Sweet Potato
10.0best for stir fryMost common swap, very similar
In Stir Fry, Yam provides both bulk and subtle sweetness that shapes the sauce and coating. A good replacement cooks to a similar texture.
Most common swap, very similar
Sweet potato's 16% sugar scorches at wok temperatures — par-boil 3 minutes (vs yam's 4) and cut the sear time to 30 seconds to char the edges without burning them. The finished cubes are sweeter, so add a splash of rice vinegar with the soy to balance against the ginger and garlic.
Neutral starch, less sweet
Potatoes need a longer par-boil of 6 minutes because potato cells require more thermal energy to soften than yam. Their lower sugar means the char comes from Maillard on proteins, not caramelization, so you'll get a darker savory crust with less sizzle-sweet perfume in the wok.
Dense and starchy, slightly sweeter
Cassava must be peeled and parboiled 8 full minutes to neutralize linamarin before it meets the high-heat flame. Its finer starch surface crisps harder than yam — cut oil to 1 tablespoon (vs yam's 2) or the batons turn greasy against the wok's quick sear.
Dense and starchy, very similar texture
Taro holds firmer than yam in the wok — par-boil only 3 minutes, not 4, and it stays intact through the 2-minute toss. Taro's mucilage also thickens the final sauce slightly more than yam does, so cut the sauce's cornstarch slurry by 1/2 teaspoon to avoid a gluey coat.
Starchy, use ripe for sweetness
Plantain's 18% sugar caramelizes aggressively in the wok — use green plantain batons, skip the par-boil (they cook through in 3 minutes of direct wok heat), and cut sesame oil's smoke-point risk by finishing it off flame. The char crust comes out mahogany rather than yam's amber.

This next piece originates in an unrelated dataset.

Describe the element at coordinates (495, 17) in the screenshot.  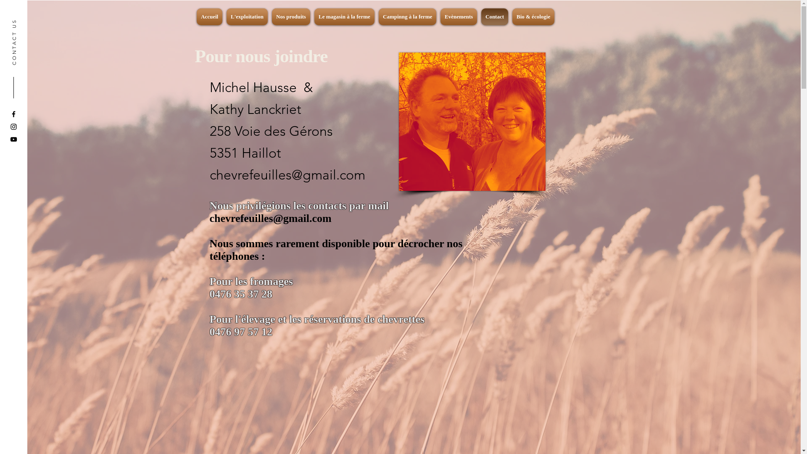
I see `Contact` at that location.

Stir-fry yam needs a two-stage cook or the center stays raw while the exterior chars: par-boil 1/2-inch batons for 4 minutes in salted water, drain well, then finish in the wok. Get the wok to 450°F (drop of water beads and skates for 2 seconds) with a high-smoke-point oil like peanut at 425°F smoke point; add ginger and garlic to the oil for 20 seconds before the yam hits, or the aromatics will scorch while waiting.
Toss the yam in single-layer contact with the wok for 45 seconds without stirring to get a sear, then toss rapidly for another 90 seconds to crisp the edges. Unlike yam in pasta where the starch is coaxed into the sauce over a low simmer, yam in stir-fry must stay firm inside with a charred crust outside — sauce goes in only in the last 30 seconds so the high heat doesn't break the cubes.
Finish with flame-licked soy and a sizzle of sesame oil off heat.
Don't skip the 4-minute par-boil — raw 1/2-inch yam batons char outside and stay hard inside in the wok's quick 2-minute cook time.
Avoid a cold wok — below 400°F surface temp the yam steams instead of sears, and the aromatics go bitter before the oil can sizzle and crisp the edges.
Don't use an oil with smoke point under 400°F — olive oil breaks at 375°F over the flame and the smoke coats the yam with an acrid note that no soy can mask.
Add sauce only in the final 30 seconds with the heat cut — dumping cold sauce into a ripping-hot wok drops temperature 100°F and the char you built on the yam goes soggy.
Toss the yam in a single layer for the first 45 seconds without stirring — crowding the wok with continuous motion prevents the high-heat sear that separates a stir-fry from a sauté.